I remember one night lying on the pearly-white sands (it was those days) of the Ganges near Rishikesh tucked into our sleeping bags, teeth chattering (January is a cold month) and watching a total lunar eclipse once. It was a surreal experience! We felt so insignificant and humbled by the grand scale of the universe. “Mari, our problems seem so silly… Why do we have to complicate all issues?” Neither of us had an answer then.

She just could not digest the quirkiness in humans that breeds hatred, greed and irrational jingoism.

I remember bathing in freezing waters of a small waterfall somewhere up in the Himalayas (Gauri called it rainbow falls) as she watched out for Peeping Toms. No one was headed towards our secret falls, but just as I finished bathing, I heard Gauri hooting with laughter and pointing upwards. To my eternal chagrin, I found a little goatherd boy watching from the top! I started laughing with her! I remember hopping off buses in little villages to savour hot rotis at roadside dhabas. I remember her coaxing me to speak in Hindi with the villagers (I was terrible and she would laugh heartily). I remember zipping around Delhi with her on her scooter (people in Delhi gawked at women riders those days). Gauri was such a happy-go-lucky soul.
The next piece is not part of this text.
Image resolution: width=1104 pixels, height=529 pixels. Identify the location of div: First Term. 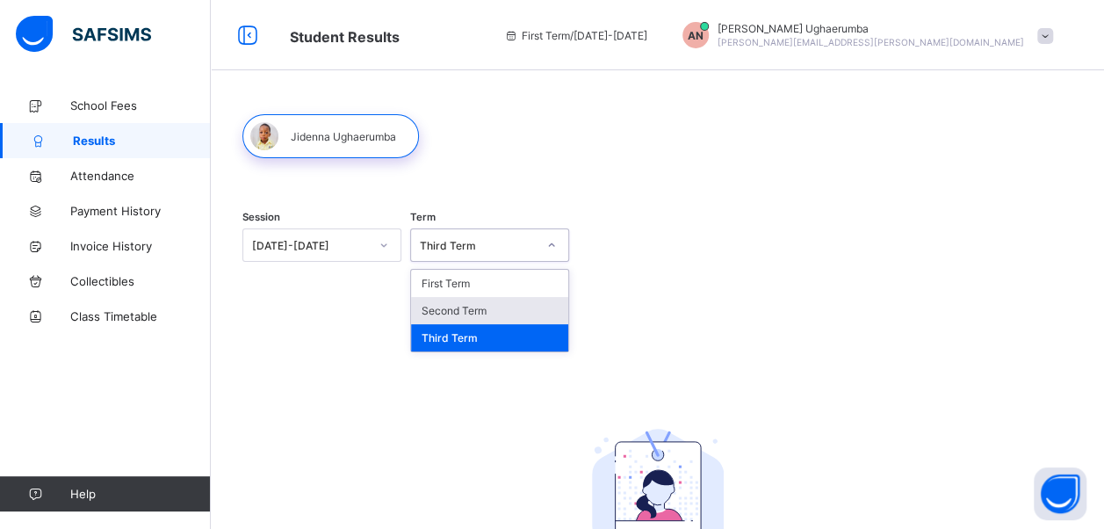
(489, 283).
Journalists were badly paid those days (not that we minded, as it was a commitment to us those days) so we had to travel between Delhi and Bengaluru on trains (non-AC ones, mind you). Gauri and I enjoyed the nearly two-day-long journeys, playing Scrabble or Boggle endlessly. I remember a time when I was to return to Bengaluru and Gauri decided to accompany me. It was the end of July and the train journey was a nightmare. We thought we would roast alive in that oppressing heat. Gauri suddenly spied some travellers in the next compartment with an icebox, promptly went to them and asked for some ice cubes to save our lives. She put some ice on my head and said, “Now you won’t die”.

Gauri was my child’s godmother, although she used to tell me that she wasn’t much of a godmother as she rarely got to meet my little one. We drifted apart after she returned to take over her father’s legacy and I got busy in my motherhood avatar. We spoke to each other once in a while and met once in a couple of years even though we were both in Bengaluru. She had her priorities and I mine. We would call and speak when we missed each other.

I got to spend three days with her earlier in June in the strangest of ways; and we just took off exactly where we had left off. Two weeks ago, she called me in the middle of the night, just to talk. We did for a long time and that was the last I heard from my Gauri, the most genuine of all human beings I have ever come across.